Unfortunately, you can’t just stroll in from the street and secure a place in a rest home. There is a process – and it can take weeks, or even months to work through.
To give you an idea, you start with a Health NZ “Needs Assessment” that you or your healthcare provider can refer you for. It will cover things like your mobility, cognition, safety and needs, which will determine the level of care required – for example, home help, a rest home, hospital-level care, or a dementia ward. Home help may be subsidised, or you may need to pay privately.
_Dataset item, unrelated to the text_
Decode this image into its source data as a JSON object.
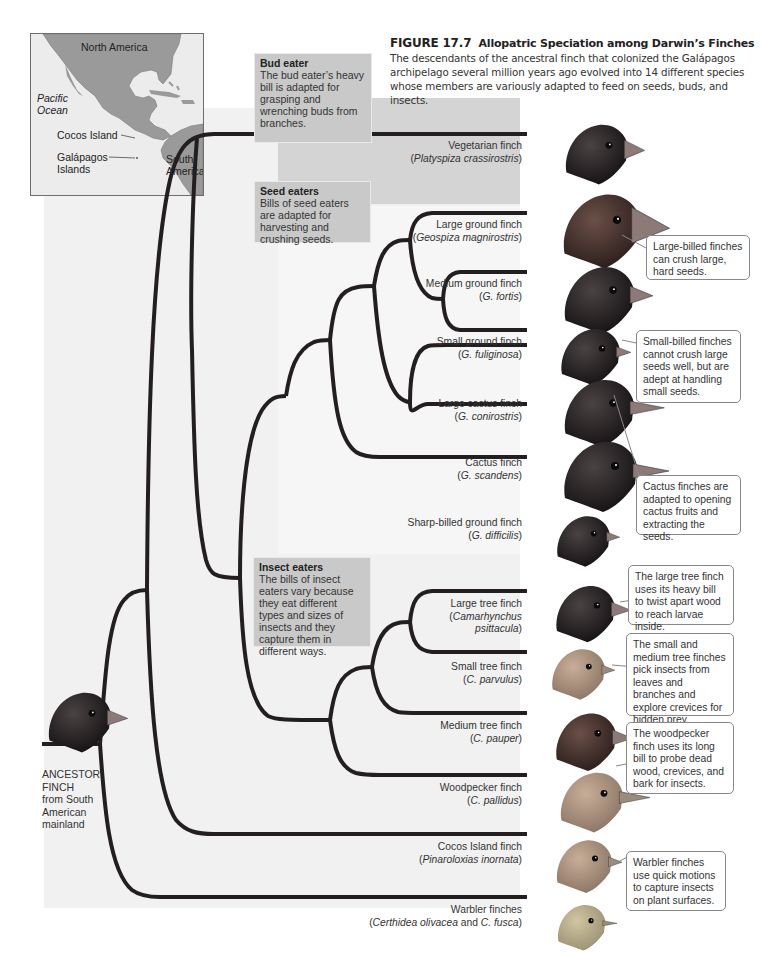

If the answer is a care facility, it’s then your job to find an appropriate one – because not all of them can cater to all needs; availability is often scarce and some have wait times of up to six months. Layered over all of this is the financial reality that good care is expensive, and not everyone is entitled to public funding (there’s a whole separate article in that) or has the luxury of choice.
But the takeaway from the experts here is don’t wait until you’re drowning before you start the process – that will add to what is already enormous pressure.
If you’re reading this and thinking, “this is us”, or “this is my parents”, there are a few things worth remembering.
- Loving someone doesn’t automatically make you capable, qualified or best-placed to meet their care needs – those are very different things. Love doesn’t magically override exhaustion, ageing, or physics.
- Choosing care doesn’t mean you’ve stopped loving them – if anything, it means the opposite. You’re doing a hard thing because you love them. You’re choosing safety over pride.
- You will feel guilty – before, during and likely long after the decision – but that doesn’t make it the wrong one. They may be upset – and you will carry that. Even when it is the right decision, it might not always feel like it.
- At some point, caring for the ones you love stops being about effort, sacrifice and promises made in entirely different circumstances – and starts being about capacity.
- Invest in strengthening your own health. Neglecting yourself increases the risk for both of you.
When you’re carrying too much, all alone, trusting others to help carry the load is the right thing to do.
Sometimes the right decision still feels heartbreaking but that doesn’t make it the wrong one.
Hannah McQueen is the founder and director of Age Brightly. She is also the host of The Next Bit podcast on iHeart Radio.